How hard it is to be the black sheep,
the different one.
Tremendously trying to get along,
to do the respected thing
when you simply cannot.
It is, perhaps, more difficult to know
you wouldn’t feel so alone
if someone else had stayed.
Almost everything my uncle owned
was thrown;
he died after decades of radio silence.
I was presented with the only items kept –
a pile of worn CDs.
A memento from the only flesh and blood
they supposed I’d ever relate to.
Opportunity to speak with him arose just once,
but he was a stranger
and I was a child.
I declined.
He left the Dakotas behind,
never looked back
not even to strike an empty gaze
at parents on their deathbeds.
I’m sure he had his reasons.
I can’t blame him for that,
for all the things
I’ll never know, but
I’ve given up on pretending I’m not bitter.
How alienating it is
to forever be compared
to the absent one.
Sometimes I wonder
if I’m paying for his transgressions.
The reality is I will never know him
beyond the rare stories told.
(a mere side effect of just enough whiskey)
I continually calculate all our similarities
and wonder –
am I doomed all the same?
Perhaps.
For now,
I will refuse to be absent.
Just in case one of my niblings
is different, too.
At least they won’t have to be different alone.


(Exercise brief)
Scan the listing for the word "ffffff", and copy out each line where it is found.
(Entries supplied Opens)
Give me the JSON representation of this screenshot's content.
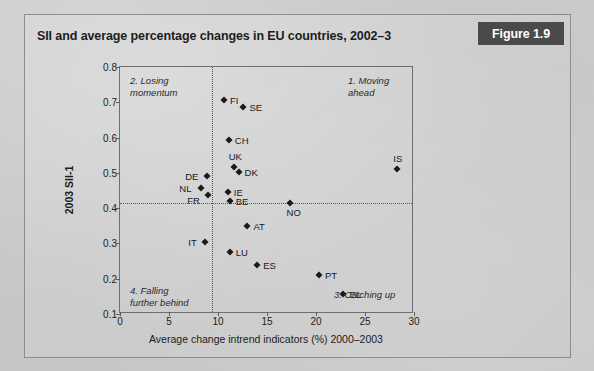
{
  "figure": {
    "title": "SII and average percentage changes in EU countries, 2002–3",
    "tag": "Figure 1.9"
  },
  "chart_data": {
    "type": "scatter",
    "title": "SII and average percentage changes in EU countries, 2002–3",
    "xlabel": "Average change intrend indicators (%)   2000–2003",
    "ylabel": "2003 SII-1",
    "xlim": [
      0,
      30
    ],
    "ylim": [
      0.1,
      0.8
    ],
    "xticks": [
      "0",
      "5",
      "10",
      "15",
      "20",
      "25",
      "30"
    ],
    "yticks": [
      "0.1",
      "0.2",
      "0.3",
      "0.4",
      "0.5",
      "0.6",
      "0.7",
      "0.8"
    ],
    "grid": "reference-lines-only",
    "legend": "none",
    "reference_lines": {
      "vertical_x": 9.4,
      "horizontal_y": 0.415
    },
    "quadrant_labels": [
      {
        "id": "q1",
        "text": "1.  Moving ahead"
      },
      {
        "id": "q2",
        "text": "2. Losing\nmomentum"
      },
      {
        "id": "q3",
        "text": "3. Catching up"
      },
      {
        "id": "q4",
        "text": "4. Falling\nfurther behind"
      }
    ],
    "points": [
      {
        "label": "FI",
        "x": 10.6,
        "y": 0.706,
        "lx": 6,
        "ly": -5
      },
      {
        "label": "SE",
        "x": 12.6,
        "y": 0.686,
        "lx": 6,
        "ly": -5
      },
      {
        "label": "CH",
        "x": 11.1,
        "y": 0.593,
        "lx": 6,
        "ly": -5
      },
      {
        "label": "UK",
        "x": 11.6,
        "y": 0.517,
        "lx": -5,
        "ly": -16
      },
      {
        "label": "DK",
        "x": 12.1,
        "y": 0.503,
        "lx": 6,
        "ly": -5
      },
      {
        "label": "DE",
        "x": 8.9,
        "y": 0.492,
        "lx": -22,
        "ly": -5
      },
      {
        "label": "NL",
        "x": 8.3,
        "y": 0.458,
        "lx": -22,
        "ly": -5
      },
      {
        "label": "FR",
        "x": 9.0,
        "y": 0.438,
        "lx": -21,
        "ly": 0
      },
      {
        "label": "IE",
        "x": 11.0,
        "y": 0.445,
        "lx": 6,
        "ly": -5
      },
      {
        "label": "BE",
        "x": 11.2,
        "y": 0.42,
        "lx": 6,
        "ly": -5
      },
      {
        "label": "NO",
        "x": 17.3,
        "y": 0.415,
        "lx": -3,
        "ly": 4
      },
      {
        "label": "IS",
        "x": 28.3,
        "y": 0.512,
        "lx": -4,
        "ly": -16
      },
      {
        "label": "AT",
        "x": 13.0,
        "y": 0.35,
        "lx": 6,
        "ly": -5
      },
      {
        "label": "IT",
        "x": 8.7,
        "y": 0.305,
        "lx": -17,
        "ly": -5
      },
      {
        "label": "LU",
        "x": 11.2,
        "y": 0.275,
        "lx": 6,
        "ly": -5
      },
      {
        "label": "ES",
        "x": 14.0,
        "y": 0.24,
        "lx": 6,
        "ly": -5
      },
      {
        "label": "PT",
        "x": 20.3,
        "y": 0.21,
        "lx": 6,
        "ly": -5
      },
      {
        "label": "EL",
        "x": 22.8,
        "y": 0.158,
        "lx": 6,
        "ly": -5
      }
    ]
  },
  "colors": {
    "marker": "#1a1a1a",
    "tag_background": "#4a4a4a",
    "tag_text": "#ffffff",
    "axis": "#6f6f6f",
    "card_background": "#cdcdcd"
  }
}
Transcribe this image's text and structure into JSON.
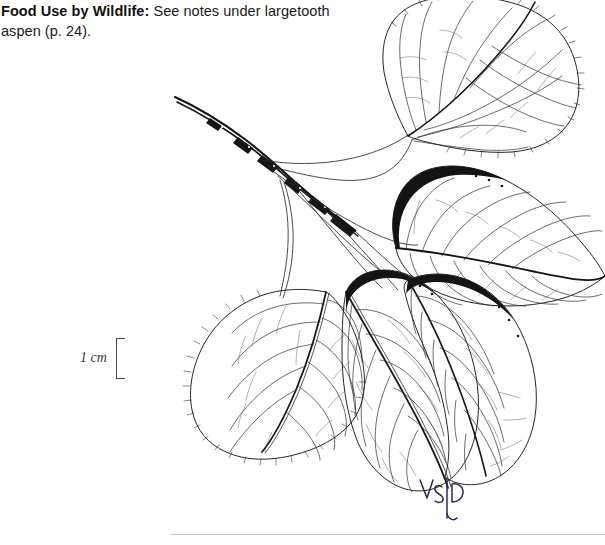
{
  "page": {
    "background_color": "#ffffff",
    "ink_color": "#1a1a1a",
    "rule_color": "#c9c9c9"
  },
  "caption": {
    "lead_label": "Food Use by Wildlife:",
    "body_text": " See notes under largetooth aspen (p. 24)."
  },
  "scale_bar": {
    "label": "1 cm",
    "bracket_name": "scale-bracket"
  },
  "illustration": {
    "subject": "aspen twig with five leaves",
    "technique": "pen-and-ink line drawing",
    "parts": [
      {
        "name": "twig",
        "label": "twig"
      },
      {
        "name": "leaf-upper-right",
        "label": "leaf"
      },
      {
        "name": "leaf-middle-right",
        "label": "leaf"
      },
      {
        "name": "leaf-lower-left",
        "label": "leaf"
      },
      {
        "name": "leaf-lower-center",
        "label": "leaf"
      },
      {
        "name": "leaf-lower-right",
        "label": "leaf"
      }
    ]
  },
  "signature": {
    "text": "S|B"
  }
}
(Entries supplied Closes)
(Answer for this exercise)
    "tag_text": "#ffffff",
    "background_color": "#ffffff",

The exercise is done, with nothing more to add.